The catalogue raisonné entry translates to: "The Snow. The drawing is taken from inside an open shed. A woman seen from behind is putting her foot on the doorstep. A small flag-shaped sign is fixed to one of the hangar beams on which can be distinguished a cross."
An atmospheric lithograph by Isabey, one of a series that were done to show the versatility of the medium. The viewer looks through a dark barn out to the light, a gentle snow storm, a technique that Whistler used to great success a half century later.
This image was the first in a series of 10 lithographs done for the 1818 publication "Diverse Essais Lithographiques de J.B. Isabey Publies a Paris en 1818". The publication was meant to display the diversity of lithography, a kind on notebook, printed by Godefroy Engelmann and published by Alphonse Giroux. All the stones were drawn by Isabey. Seven of the ten images have Isabey's individual embossed stamp with initials "J.I." Three lithographs, including this, were signed in the stone. Isabey went on to specialize in portraits and miniatures.
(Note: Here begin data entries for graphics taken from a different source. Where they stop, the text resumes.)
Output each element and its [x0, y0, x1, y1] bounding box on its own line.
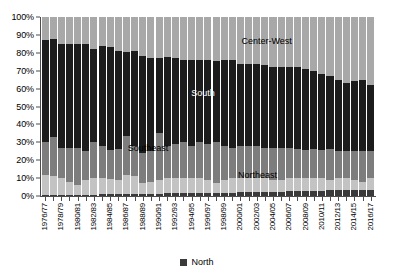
bar-column	[358, 17, 366, 196]
bar-segment-center-west	[107, 17, 114, 47]
bar-segment-south	[115, 51, 122, 149]
bar-segment-center-west	[50, 17, 57, 38]
bar-segment-southeast	[172, 144, 179, 178]
x-axis-label-slot: 2004/05	[269, 202, 277, 248]
bar-segment-north	[302, 191, 309, 196]
bar-segment-north	[269, 192, 276, 196]
legend-label: North	[191, 258, 213, 267]
bar-segment-south	[335, 80, 342, 152]
bar-column	[139, 17, 147, 196]
bar-segment-south	[229, 60, 236, 148]
legend-item[interactable]: North	[180, 258, 213, 267]
bar-segment-center-west	[74, 17, 81, 44]
bar-column	[122, 17, 130, 196]
bar-segment-center-west	[147, 17, 154, 58]
bar-segment-northeast	[172, 178, 179, 193]
x-axis-tick-label: 1998/99	[220, 203, 228, 231]
x-axis-label-slot: 2010/11	[318, 202, 326, 248]
bar-segment-northeast	[99, 178, 106, 194]
bar-segment-center-west	[196, 17, 203, 60]
bar-segment-center-west	[42, 17, 49, 40]
bar-segment-southeast	[335, 151, 342, 178]
x-axis-tick-label: 2006/07	[285, 203, 293, 231]
bar-segment-south	[351, 81, 358, 151]
bar-segment-northeast	[310, 178, 317, 191]
x-axis-tick-label: 1986/87	[122, 203, 130, 231]
bar-segment-north	[253, 192, 260, 196]
bar-column	[179, 17, 187, 196]
bar-segment-southeast	[107, 150, 114, 179]
x-axis-tick-label: 1994/95	[188, 203, 196, 231]
bar-segment-northeast	[107, 179, 114, 194]
x-axis-tick-label: 2008/09	[302, 203, 310, 231]
bar-segment-north	[351, 190, 358, 196]
bar-column	[98, 17, 106, 196]
y-axis-tick-label: 40%	[16, 120, 34, 129]
bar-column	[74, 17, 82, 196]
bar-segment-southeast	[196, 142, 203, 178]
bar-segment-center-west	[213, 17, 220, 61]
bar-segment-center-west	[343, 17, 350, 83]
bar-segment-northeast	[196, 178, 203, 193]
bar-segment-north	[335, 190, 342, 196]
bar-segment-north	[74, 195, 81, 196]
bar-column	[90, 17, 98, 196]
bar-segment-southeast	[42, 142, 49, 174]
bar-segment-south	[156, 58, 163, 133]
annotation-south: South	[191, 89, 215, 98]
bar-segment-north	[221, 193, 228, 196]
bar-segment-southeast	[188, 146, 195, 178]
bar-column	[131, 17, 139, 196]
bar-segment-south	[196, 60, 203, 142]
bar-segment-south	[58, 44, 65, 148]
bar-segment-northeast	[131, 176, 138, 194]
bar-column	[204, 17, 212, 196]
bar-segment-north	[204, 193, 211, 196]
bar-segment-northeast	[204, 180, 211, 193]
bar-segment-northeast	[50, 176, 57, 195]
bar-segment-north	[359, 190, 366, 196]
bar-segment-north	[156, 194, 163, 197]
chart-root: 100%90%80%70%60%50%40%30%20%10%0% Center…	[0, 0, 394, 275]
bar-segment-southeast	[367, 151, 374, 178]
bar-segment-northeast	[213, 183, 220, 193]
bar-segment-center-west	[90, 17, 97, 49]
annotation-southeast: Southeast	[128, 144, 169, 153]
bar-segment-south	[367, 85, 374, 151]
bar-segment-southeast	[213, 142, 220, 183]
x-axis-label-slot: 1994/95	[188, 202, 196, 248]
bar-segment-north	[50, 195, 57, 196]
y-axis-tick-label: 70%	[16, 66, 34, 75]
legend-swatch-icon	[180, 259, 187, 266]
bar-column	[367, 17, 375, 196]
x-axis-tick-label: 1988/89	[139, 203, 147, 231]
bar-segment-northeast	[156, 180, 163, 194]
bar-segment-north	[82, 195, 89, 196]
plot-area-wrapper: 100%90%80%70%60%50%40%30%20%10%0% Center…	[0, 0, 394, 210]
bar-segment-southeast	[180, 142, 187, 178]
bar-segment-south	[204, 60, 211, 144]
bar-column	[49, 17, 57, 196]
bar-segment-southeast	[74, 148, 81, 186]
bar-segment-southeast	[286, 148, 293, 178]
bar-segment-northeast	[245, 178, 252, 192]
bar-segment-north	[261, 192, 268, 196]
x-axis-label-slot: 2006/07	[285, 202, 293, 248]
bar-segment-north	[237, 192, 244, 196]
bar-column	[310, 17, 318, 196]
bar-segment-north	[229, 193, 236, 196]
bar-segment-south	[90, 49, 97, 142]
bar-segment-southeast	[343, 151, 350, 178]
bar-segment-south	[343, 83, 350, 151]
bar-segment-south	[326, 76, 333, 149]
bar-segment-center-west	[310, 17, 317, 71]
x-axis-label-slot: 1998/99	[220, 202, 228, 248]
bar-segment-northeast	[278, 180, 285, 192]
bar-segment-southeast	[221, 146, 228, 180]
bar-column	[302, 17, 310, 196]
bar-column	[220, 17, 228, 196]
bar-segment-south	[74, 44, 81, 148]
bar-segment-south	[278, 67, 285, 148]
x-axis-tick-label: 2000/01	[236, 203, 244, 231]
bar-segment-south	[213, 61, 220, 142]
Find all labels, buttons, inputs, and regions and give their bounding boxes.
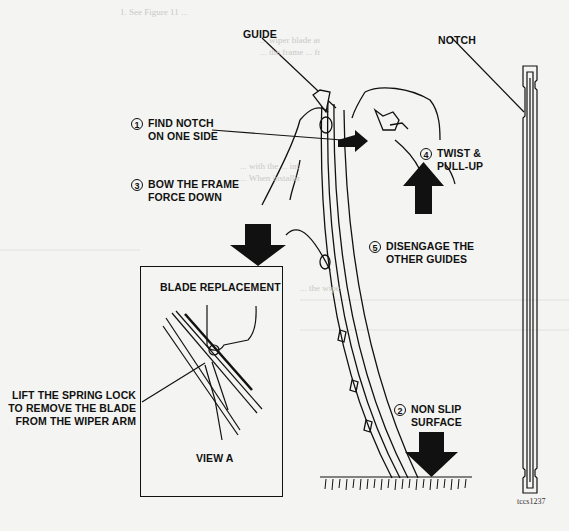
bleed-line: ... with the ... into the blade ... — [240, 160, 300, 172]
step-number-2: 2 — [394, 404, 406, 416]
arrow-down-bow — [230, 224, 286, 266]
inset-caption: VIEW A — [196, 452, 234, 465]
spring-lock-callout: LIFT THE SPRING LOCK TO REMOVE THE BLADE… — [0, 389, 136, 428]
bleed-line: ... When installing ... the frame ... — [240, 172, 300, 184]
notch-leader — [451, 37, 524, 112]
step1-label: 1FIND NOTCH ON ONE SIDE — [131, 117, 218, 143]
wiper-blade-diagram — [0, 0, 569, 531]
guide-label: GUIDE — [243, 28, 277, 41]
inset-title: BLADE REPLACEMENT — [160, 281, 281, 294]
step-number-3: 3 — [131, 179, 143, 191]
figure-id: tccs1237 — [517, 497, 545, 506]
notch-label: NOTCH — [438, 34, 476, 47]
arrow-twist-right — [338, 130, 368, 152]
bleed-line: ... the wiper ... the guides ... — [300, 282, 340, 294]
wiper-blade-straight — [523, 66, 537, 493]
step5-label: 5DISENGAGE THE OTHER GUIDES — [369, 240, 474, 266]
step-number-4: 4 — [420, 148, 432, 160]
bleed-heading: 1. See Figure 11 ... — [120, 6, 188, 18]
bleed-through-texture — [0, 250, 569, 330]
ground-surface — [320, 477, 472, 490]
step-number-5: 5 — [369, 241, 381, 253]
bleed-line: ... the frame ... from the blade ... — [260, 46, 320, 58]
step3-label: 3BOW THE FRAME FORCE DOWN — [131, 178, 239, 204]
arrow-down-surface — [405, 432, 458, 477]
step2-label: 2NON SLIP SURFACE — [394, 403, 462, 429]
step-number-1: 1 — [131, 118, 143, 130]
step4-label: 4TWIST & PULL-UP — [420, 147, 483, 173]
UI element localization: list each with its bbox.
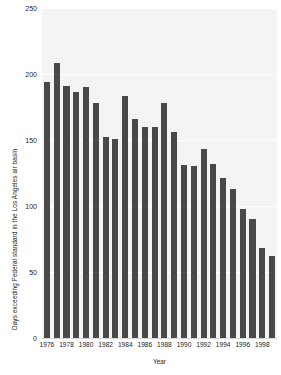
x-axis-tick-label: 1994 [216, 341, 231, 348]
bar [63, 86, 69, 338]
y-axis-tick-label: 200 [25, 71, 37, 78]
x-axis-tick-label: 1992 [196, 341, 211, 348]
x-axis-tick-label: 1978 [59, 341, 74, 348]
y-axis-tick-label: 150 [25, 137, 37, 144]
bar [161, 103, 167, 338]
bar [220, 178, 226, 338]
bar-series [42, 8, 277, 338]
bar [112, 139, 118, 338]
x-axis-tick-labels: 1976197819801982198419861988199019921994… [42, 341, 277, 355]
bar [191, 166, 197, 338]
x-axis-baseline [42, 338, 277, 339]
bar [54, 63, 60, 338]
plot-area [42, 8, 277, 338]
bar [230, 189, 236, 338]
x-axis-tick-label: 1998 [255, 341, 270, 348]
bar [210, 164, 216, 338]
x-axis-tick-label: 1990 [177, 341, 192, 348]
bar [201, 149, 207, 338]
bar [103, 137, 109, 338]
bar [171, 132, 177, 338]
bar [44, 82, 50, 338]
bar [240, 209, 246, 338]
bar [132, 119, 138, 338]
x-axis-tick-label: 1986 [137, 341, 152, 348]
x-axis-tick-label: 1980 [79, 341, 94, 348]
y-axis-tick-labels: 050100150200250 [14, 0, 40, 375]
y-axis-tick-label: 100 [25, 203, 37, 210]
bar [93, 103, 99, 338]
bar [269, 256, 275, 338]
bar [259, 248, 265, 338]
y-axis-tick-label: 50 [29, 269, 37, 276]
x-axis-tick-label: 1996 [235, 341, 250, 348]
y-axis-tick-label: 250 [25, 5, 37, 12]
bar-chart-figure: Days exceeding Federal standard in the L… [0, 0, 281, 375]
x-axis-title: Year [42, 358, 277, 365]
bar [122, 96, 128, 338]
x-axis-tick-label: 1976 [40, 341, 55, 348]
bar [181, 165, 187, 338]
x-axis-tick-label: 1984 [118, 341, 133, 348]
bar [142, 127, 148, 338]
x-axis-tick-label: 1982 [98, 341, 113, 348]
x-axis-tick-label: 1988 [157, 341, 172, 348]
bar [152, 127, 158, 338]
bar [73, 92, 79, 338]
bar [83, 87, 89, 338]
bar [249, 219, 255, 338]
y-axis-tick-label: 0 [33, 335, 37, 342]
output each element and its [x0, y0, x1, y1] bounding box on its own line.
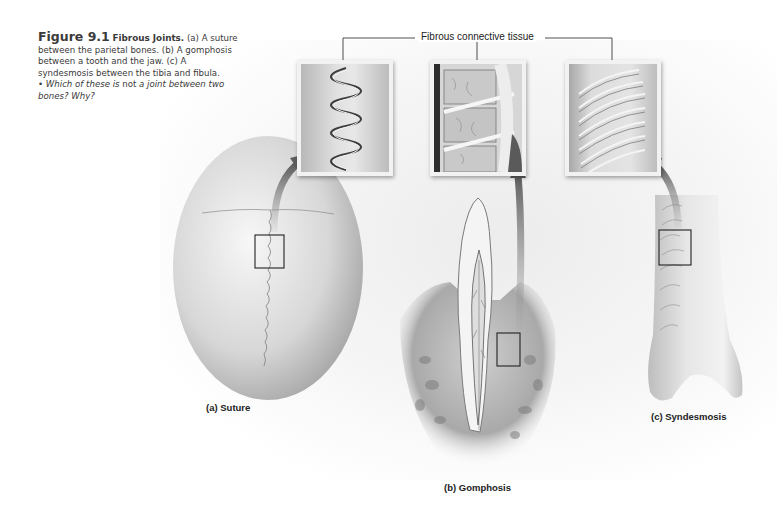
tibia-illustration: [645, 158, 743, 400]
suture-detail-image: [301, 64, 389, 172]
inset-syndesmosis: [565, 60, 661, 176]
callout-label-fibrous-tissue: Fibrous connective tissue: [418, 31, 537, 42]
panel-label-syndesmosis: (c) Syndesmosis: [651, 411, 727, 422]
inset-suture: [297, 60, 393, 176]
panel-label-gomphosis: (b) Gomphosis: [444, 482, 511, 493]
panel-label-suture: (a) Suture: [206, 402, 250, 413]
syndesmosis-detail-image: [569, 64, 657, 172]
gomphosis-detail-image: [434, 64, 522, 172]
inset-gomphosis: [430, 60, 526, 176]
tooth-illustration: [400, 160, 556, 468]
Godefroy (Gottfried) Engelmann (1788-1839) experimented with the new process of lithography from 1813 after reading the first published book about lithography Das Geheimniss des Steindrucks ,Tübingen, 1810 (The Secrets of Lithography) by Heinrich Rapp (1761-1832). Engelmann's first press was in Mulhouse, France his second opened at 18, Rue Cassette, Paris, on 15 June 1816. On 3 August he sent prints to the Acadamie Royale des Beaux-Arts, which appointed a commission to study lithography; 23 days later he deposited Le Chien de l'aveugle by Pierre-Antoine Mongin (1761-1827) at the dépôt légal (Paris, Bib. N.)
France's supremacy with lithography sprang largely from Engelmann's improvements, and the process came of age on 8 October 1817, when it was subjected to the same regulations as other graphic media.